Wednesday 13 February 2013

Capacity Management: Guided Practitioner Satnav – Demand Management (11 of 17)

A typical management edict for IT is to ‘do more with less’. But typically there are more requests for work than resources. Demand management is commonly proposed as a way to understand and throttle demand from customers.

It is important as requests for projects often outstrip the resource capabilities of service providers.
Demand management is described as a capacity management activity within service delivery in ITIL V2  focusing on degradation of service due to unexpected increases in demand or partial interruptions to service. In ITIL V3 it is allocated to service strategy with a wider view of its scope and links with capacity management identified, but still focused on patterns of business activity and user profiles.

In this blog it’s used to include both of the above as well as establishing longer term practices to deal with handling requests for new services, avoiding un-necessary peaks in workload, provisioning of resources, setting service priorities and quotas, chargeback and related activities.  It covers the entire spectrum, from over-provisioning without regard to cost to under-provisioning such that there is no headroom and hence capacity problems.

          Control demand for resources to meet levels that the business is willing to support

          Optimize and rationalize demand for the use of IT to achieve optimum provision

        One extreme of over-provisioning without regard to cost

        Other of under-provisioning so that there is no headroom

          Understand and throttle/smooth peaks, if possible, in customer demand or priority

          Control degradation of service due to peaks in demand or downtime/slowtime

          Use budgets/priorities/chargeback/quotas for workloads and new services

          Use ‘levels of critical’ categorization for workloads (gold/silver/bronze)

          Plans for when business requirements cannot be fulfilled due to:

        HW or SW failure

        Unexpected budgetary constraints/ demand increase

          Decisions based on problems being short term or long term?

        Short-term: only mission critical services supported

        Long-term: management of resource constraints

          Need to identify the critical services and the resources they use

        Business plans, Service catalogue, Change requests, SIPs

        Service priorities and their mapping to resources

It is not just about how quickly a new system can be provisioned and how much faster that can be done when everything is virtualised.
You’ll also need to set some time constraints and on Friday I’ll look at ‘When will I get there?’

In the meantime there's a chance for one person to win a signed copy of my Capacity Management book (referred to in the first blog of this series)Simply subscribe to our blog or YouTube Channel,Like us on Facebook or follow us on Twitter or LinkedIn between 31st January and 15th March inclusive to be entered in to our drawing. 

Like, follow or subscribe to 3 media or more and receive an additional free entry.
Only one entry per person per media is valid and no cash alternative is available.
The winner will be notified and published after the drawing on 29th March 2013.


> _Exercise_:
Copy each line of the listing that includes "access".

> _Dataset content_:
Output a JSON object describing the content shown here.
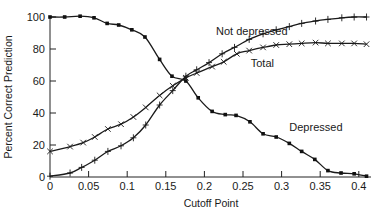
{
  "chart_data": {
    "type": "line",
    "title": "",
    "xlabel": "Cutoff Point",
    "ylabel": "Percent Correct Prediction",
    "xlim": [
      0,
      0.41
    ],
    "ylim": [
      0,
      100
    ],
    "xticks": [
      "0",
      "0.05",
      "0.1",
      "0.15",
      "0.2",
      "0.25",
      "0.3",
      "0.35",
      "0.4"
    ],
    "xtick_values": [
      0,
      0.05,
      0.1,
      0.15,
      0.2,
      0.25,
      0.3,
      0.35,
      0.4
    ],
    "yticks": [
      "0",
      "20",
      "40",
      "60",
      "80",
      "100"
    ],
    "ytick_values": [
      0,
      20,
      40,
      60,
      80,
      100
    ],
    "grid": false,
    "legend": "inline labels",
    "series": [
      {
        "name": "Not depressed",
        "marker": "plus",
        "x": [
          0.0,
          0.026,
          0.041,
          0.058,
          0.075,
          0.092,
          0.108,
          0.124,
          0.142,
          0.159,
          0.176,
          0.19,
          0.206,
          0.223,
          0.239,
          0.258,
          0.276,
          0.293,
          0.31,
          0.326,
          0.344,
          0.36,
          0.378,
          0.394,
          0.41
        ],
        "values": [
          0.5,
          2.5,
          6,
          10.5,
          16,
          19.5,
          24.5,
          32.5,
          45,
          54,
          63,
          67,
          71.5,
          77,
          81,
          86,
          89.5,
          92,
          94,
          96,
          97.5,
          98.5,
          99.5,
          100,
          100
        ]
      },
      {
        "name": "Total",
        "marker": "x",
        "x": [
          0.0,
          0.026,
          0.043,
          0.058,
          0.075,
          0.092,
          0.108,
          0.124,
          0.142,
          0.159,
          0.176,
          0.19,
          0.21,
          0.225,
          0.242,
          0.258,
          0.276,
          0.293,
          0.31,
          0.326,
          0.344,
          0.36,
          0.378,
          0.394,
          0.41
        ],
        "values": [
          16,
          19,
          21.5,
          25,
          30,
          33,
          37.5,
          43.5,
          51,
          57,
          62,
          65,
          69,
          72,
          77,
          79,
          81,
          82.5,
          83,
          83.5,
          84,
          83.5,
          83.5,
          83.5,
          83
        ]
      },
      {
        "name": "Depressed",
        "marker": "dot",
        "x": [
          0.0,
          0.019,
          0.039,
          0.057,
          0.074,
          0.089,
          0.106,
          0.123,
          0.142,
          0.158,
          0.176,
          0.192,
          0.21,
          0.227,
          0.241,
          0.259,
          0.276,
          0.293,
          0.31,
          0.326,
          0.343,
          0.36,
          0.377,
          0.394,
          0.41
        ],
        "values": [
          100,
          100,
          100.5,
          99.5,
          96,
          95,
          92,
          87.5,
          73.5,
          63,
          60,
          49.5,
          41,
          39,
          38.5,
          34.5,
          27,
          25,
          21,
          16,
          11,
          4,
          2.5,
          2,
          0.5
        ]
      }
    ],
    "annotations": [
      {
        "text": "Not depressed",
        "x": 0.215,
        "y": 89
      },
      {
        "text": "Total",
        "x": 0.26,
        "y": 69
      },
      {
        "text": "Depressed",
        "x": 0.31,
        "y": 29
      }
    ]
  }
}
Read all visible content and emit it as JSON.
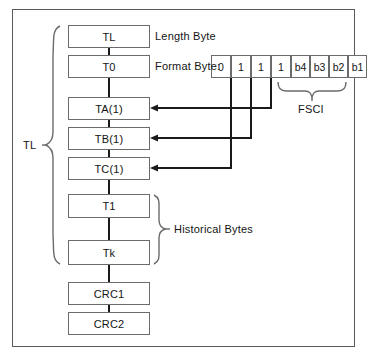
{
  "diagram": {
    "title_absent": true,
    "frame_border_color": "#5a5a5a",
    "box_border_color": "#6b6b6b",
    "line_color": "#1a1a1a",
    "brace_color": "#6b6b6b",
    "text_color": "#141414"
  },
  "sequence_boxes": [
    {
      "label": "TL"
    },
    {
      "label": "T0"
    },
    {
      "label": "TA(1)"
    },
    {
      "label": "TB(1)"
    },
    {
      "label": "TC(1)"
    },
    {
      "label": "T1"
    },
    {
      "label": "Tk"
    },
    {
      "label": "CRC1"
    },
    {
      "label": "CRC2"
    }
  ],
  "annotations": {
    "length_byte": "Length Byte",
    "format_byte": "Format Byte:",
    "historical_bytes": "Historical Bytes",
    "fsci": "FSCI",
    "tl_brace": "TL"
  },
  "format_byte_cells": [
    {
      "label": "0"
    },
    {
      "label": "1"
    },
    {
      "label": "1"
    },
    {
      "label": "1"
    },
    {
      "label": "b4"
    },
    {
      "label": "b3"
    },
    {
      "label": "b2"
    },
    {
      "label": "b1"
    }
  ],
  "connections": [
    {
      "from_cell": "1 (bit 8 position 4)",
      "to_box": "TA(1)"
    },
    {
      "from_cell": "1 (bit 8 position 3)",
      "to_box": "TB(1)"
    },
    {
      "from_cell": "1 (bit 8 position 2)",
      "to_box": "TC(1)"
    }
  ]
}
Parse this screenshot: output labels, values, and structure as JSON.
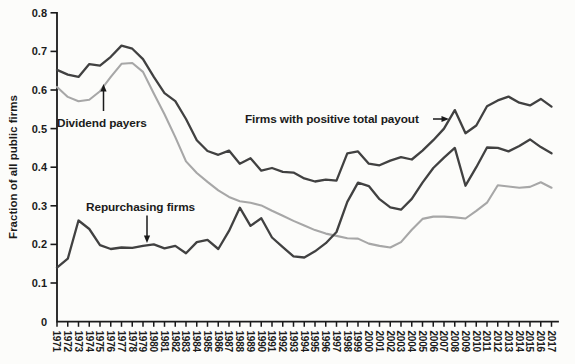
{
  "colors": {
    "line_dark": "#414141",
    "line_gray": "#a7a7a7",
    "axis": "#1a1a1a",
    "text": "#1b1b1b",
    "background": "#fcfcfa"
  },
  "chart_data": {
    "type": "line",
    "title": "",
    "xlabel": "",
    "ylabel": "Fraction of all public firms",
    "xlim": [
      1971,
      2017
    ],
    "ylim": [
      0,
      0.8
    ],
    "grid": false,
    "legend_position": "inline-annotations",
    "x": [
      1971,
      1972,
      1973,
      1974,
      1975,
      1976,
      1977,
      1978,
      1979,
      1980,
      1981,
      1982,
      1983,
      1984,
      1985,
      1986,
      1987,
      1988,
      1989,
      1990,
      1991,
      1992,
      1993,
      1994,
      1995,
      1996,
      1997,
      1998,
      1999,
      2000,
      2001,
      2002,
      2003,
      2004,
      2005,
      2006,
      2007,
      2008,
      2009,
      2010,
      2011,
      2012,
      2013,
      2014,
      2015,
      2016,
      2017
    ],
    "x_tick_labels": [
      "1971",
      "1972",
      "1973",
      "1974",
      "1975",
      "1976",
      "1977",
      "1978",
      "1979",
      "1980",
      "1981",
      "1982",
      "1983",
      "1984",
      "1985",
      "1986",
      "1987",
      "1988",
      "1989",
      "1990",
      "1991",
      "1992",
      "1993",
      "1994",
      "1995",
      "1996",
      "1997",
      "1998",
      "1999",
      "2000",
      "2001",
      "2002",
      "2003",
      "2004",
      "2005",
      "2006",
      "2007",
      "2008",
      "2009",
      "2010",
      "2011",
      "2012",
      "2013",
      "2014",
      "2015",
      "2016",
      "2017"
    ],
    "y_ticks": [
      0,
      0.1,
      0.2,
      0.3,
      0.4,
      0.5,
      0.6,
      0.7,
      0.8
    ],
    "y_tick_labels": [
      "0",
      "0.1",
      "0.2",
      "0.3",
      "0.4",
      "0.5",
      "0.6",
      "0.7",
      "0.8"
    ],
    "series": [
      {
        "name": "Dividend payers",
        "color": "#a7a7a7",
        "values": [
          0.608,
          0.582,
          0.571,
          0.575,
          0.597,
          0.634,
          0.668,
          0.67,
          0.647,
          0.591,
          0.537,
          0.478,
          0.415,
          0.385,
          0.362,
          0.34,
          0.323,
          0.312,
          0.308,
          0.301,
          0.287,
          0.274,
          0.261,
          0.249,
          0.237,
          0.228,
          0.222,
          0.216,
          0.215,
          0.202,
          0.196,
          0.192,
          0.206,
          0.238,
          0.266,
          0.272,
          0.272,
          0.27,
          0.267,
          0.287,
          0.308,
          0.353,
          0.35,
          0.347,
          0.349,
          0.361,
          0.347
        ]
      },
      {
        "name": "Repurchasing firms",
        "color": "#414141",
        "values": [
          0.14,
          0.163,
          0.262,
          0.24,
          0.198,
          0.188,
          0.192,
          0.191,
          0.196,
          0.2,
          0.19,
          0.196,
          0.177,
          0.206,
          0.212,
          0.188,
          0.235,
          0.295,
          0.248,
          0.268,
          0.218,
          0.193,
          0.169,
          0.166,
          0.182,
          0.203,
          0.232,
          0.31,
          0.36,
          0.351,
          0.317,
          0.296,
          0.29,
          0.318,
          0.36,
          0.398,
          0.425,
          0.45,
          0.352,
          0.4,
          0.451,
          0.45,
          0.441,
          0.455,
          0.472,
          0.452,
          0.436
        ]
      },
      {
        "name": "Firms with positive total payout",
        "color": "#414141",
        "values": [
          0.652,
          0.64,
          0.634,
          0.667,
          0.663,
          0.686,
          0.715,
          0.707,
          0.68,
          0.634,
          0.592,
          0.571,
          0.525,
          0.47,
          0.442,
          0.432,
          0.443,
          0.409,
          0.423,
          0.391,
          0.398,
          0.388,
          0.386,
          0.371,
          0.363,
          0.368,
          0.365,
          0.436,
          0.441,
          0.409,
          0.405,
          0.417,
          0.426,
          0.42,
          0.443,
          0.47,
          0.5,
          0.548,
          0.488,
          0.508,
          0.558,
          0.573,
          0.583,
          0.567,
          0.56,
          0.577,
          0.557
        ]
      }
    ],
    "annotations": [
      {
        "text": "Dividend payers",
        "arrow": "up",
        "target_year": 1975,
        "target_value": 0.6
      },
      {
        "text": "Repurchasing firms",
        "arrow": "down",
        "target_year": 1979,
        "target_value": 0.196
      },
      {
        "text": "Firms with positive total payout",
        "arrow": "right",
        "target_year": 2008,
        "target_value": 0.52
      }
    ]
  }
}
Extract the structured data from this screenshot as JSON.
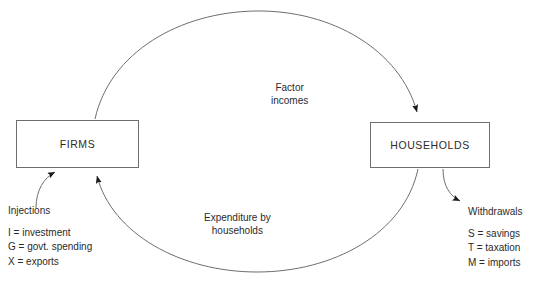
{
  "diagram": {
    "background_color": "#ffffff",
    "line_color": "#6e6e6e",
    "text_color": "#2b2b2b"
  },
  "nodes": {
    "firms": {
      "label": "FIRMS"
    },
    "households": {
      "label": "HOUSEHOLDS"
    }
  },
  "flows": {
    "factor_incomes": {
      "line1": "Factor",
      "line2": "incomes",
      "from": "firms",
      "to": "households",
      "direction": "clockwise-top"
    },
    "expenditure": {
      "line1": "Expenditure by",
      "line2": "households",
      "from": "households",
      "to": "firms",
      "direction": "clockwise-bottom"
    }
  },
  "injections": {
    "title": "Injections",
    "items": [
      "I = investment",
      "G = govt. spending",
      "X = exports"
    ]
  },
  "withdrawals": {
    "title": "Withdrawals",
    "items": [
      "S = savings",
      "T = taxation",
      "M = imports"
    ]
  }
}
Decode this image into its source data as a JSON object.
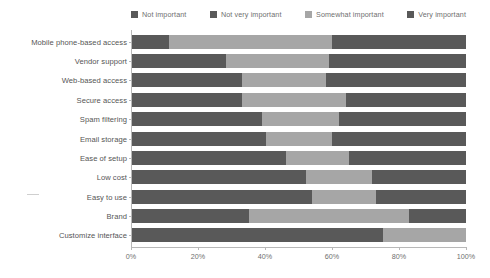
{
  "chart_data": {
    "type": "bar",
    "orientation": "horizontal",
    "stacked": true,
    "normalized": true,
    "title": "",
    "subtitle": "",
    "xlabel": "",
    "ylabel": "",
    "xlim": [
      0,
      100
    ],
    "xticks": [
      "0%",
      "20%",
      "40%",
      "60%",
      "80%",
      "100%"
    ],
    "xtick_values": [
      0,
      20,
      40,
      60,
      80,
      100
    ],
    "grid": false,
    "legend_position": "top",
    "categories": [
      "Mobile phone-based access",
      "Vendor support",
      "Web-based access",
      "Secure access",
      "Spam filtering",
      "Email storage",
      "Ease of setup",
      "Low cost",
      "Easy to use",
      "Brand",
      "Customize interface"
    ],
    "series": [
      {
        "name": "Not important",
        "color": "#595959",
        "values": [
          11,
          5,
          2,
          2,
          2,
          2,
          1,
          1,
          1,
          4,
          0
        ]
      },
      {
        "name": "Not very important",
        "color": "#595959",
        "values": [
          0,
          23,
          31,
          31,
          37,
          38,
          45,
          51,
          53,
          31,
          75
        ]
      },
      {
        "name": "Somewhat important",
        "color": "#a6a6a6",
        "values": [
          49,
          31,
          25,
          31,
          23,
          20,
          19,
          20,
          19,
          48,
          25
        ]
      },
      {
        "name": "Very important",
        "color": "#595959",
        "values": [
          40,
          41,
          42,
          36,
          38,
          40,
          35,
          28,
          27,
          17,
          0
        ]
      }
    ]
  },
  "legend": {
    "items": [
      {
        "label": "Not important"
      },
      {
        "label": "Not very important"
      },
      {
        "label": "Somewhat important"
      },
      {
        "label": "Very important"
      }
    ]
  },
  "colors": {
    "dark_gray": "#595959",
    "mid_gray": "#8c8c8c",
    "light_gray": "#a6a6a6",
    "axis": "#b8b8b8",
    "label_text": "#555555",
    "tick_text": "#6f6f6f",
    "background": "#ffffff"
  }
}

> _Reply_:
      "Mobile phone-based access",
      "Web-based access",
      "Secure access",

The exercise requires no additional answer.